I was my own person—a person who loved chocolate and the TV show Spy Time, who could take happiness from the simple pleasure of a breath of fresh air, who craved the brutal intimacy a man like Talon could offer. I was me, and no random combination of words could give her ownership over me.

With the force of that defiant thought, I came to a halt. I looked down at myself with a thrill racing through me.

I’d done it. I’d broken her control. I’d made my own decision.

I’d been directed by Noelle my entire life, but for the last week, even with the men deciding where we went and what they’d tell me, I’d been freer than I’d ever been before. I wouldn’t go back to being a puppet. I owed the household their justice.

I’d give them that.
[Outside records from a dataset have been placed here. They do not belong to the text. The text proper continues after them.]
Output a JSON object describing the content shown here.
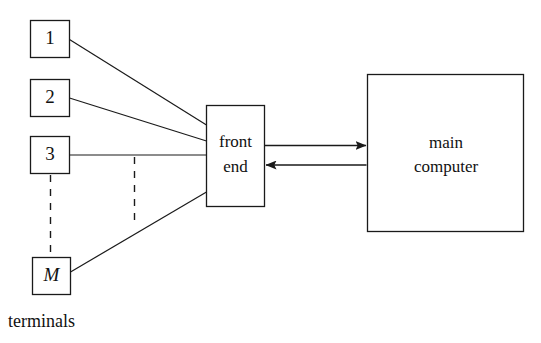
{
  "diagram": {
    "caption": "terminals",
    "stroke_color": "#1a1a1a",
    "background_color": "#ffffff",
    "terminals": [
      {
        "id": "terminal-1",
        "label": "1",
        "italic": false
      },
      {
        "id": "terminal-2",
        "label": "2",
        "italic": false
      },
      {
        "id": "terminal-3",
        "label": "3",
        "italic": false
      },
      {
        "id": "terminal-m",
        "label": "M",
        "italic": true
      }
    ],
    "front_end": {
      "id": "front-end",
      "label_line_1": "front",
      "label_line_2": "end"
    },
    "main_computer": {
      "id": "main-computer",
      "label_line_1": "main",
      "label_line_2": "computer"
    },
    "connections": [
      {
        "from": "terminal-1",
        "to": "front-end",
        "style": "solid"
      },
      {
        "from": "terminal-2",
        "to": "front-end",
        "style": "solid"
      },
      {
        "from": "terminal-3",
        "to": "front-end",
        "style": "solid"
      },
      {
        "from": "terminal-m",
        "to": "front-end",
        "style": "solid"
      },
      {
        "from": "terminal-3",
        "to": "terminal-m",
        "style": "dashed"
      },
      {
        "from": "front-end",
        "to": "main-computer",
        "style": "arrow-right"
      },
      {
        "from": "main-computer",
        "to": "front-end",
        "style": "arrow-left"
      }
    ]
  }
}
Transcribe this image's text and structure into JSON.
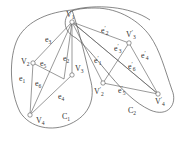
{
  "diagram": {
    "colors": {
      "stroke": "#555555",
      "text": "#333333",
      "background": "#ffffff"
    },
    "regions": [
      {
        "id": "C1",
        "label": "C",
        "subscript": "1"
      },
      {
        "id": "C2",
        "label": "C",
        "subscript": "2"
      }
    ],
    "nodes": [
      {
        "id": "V1",
        "label": "V",
        "subscript": "1",
        "prime": ""
      },
      {
        "id": "V2",
        "label": "V",
        "subscript": "2",
        "prime": ""
      },
      {
        "id": "V3",
        "label": "V",
        "subscript": "3",
        "prime": ""
      },
      {
        "id": "V4",
        "label": "V",
        "subscript": "4",
        "prime": ""
      },
      {
        "id": "V2p",
        "label": "V",
        "subscript": "2",
        "prime": "′"
      },
      {
        "id": "V3p",
        "label": "V",
        "subscript": "3",
        "prime": "′"
      },
      {
        "id": "V4p",
        "label": "V",
        "subscript": "4",
        "prime": "′"
      }
    ],
    "edges": [
      {
        "id": "e1",
        "label": "e",
        "subscript": "1",
        "prime": ""
      },
      {
        "id": "e2",
        "label": "e",
        "subscript": "2",
        "prime": ""
      },
      {
        "id": "e3",
        "label": "e",
        "subscript": "3",
        "prime": ""
      },
      {
        "id": "e4",
        "label": "e",
        "subscript": "4",
        "prime": ""
      },
      {
        "id": "e5",
        "label": "e",
        "subscript": "5",
        "prime": ""
      },
      {
        "id": "e6",
        "label": "e",
        "subscript": "6",
        "prime": ""
      },
      {
        "id": "e1p",
        "label": "e",
        "subscript": "1",
        "prime": "′"
      },
      {
        "id": "e2p",
        "label": "e",
        "subscript": "2",
        "prime": "′"
      },
      {
        "id": "e3p",
        "label": "e",
        "subscript": "3",
        "prime": "′"
      },
      {
        "id": "e4p",
        "label": "e",
        "subscript": "4",
        "prime": "′"
      },
      {
        "id": "e5p",
        "label": "e",
        "subscript": "5",
        "prime": "′"
      },
      {
        "id": "e6p",
        "label": "e",
        "subscript": "6",
        "prime": "′"
      }
    ]
  }
}
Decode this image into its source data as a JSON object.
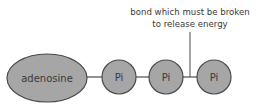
{
  "diagram": {
    "molecule": "ATP",
    "adenosine_label": "adenosine",
    "phosphates": [
      "Pi",
      "Pi",
      "Pi"
    ],
    "annotation_line1": "bond which must be broken",
    "annotation_line2": "to release energy",
    "colors": {
      "fill": "#a6a6a6",
      "stroke": "#4a4a4a",
      "text": "#3a3a3a"
    }
  }
}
But I’d give it to them on my terms.

“No,” I whispered, my voice still difficult to use.

Noelle spun around and narrowed her eyes at me.

“Garlic. Milkshake.”

My body stiffened, but I forced it to relax. I was free. I would stay that way. I’d thought I could trust Noelle—I’d put all my faith in that fact—but I’d been wrong.

Trusting Noelle was worse than trusting the men. At least they were loyal to their own. After what she’d just done, I’d count on them to give me the real story about why they’d attacked the household before I believed any story she spun for me.

No,” I said again, louder. “I have a say in what happens here too. I don’t belong to you.”

Noelle let out a sharp guffaw that made me want to punch her. As my hand clenched, she shook her head.

“We could have done this the easy way, but you’ve given me no choice.”

I widened my stance automatically, preparing for a fight. Noelle wouldn’t be easy to take down. I’d been able to for a few years now, but it’d often been tricky. And those times I hadn’t been working around a still partly sprained wrist. She might have weapons on her too.

I hadn’t considered that it might not be her fighting me at all.

Noelle made a brisk gesture with her hand, and ten menacing figures sprang out of the tunnels on either side of her, charging straight at me.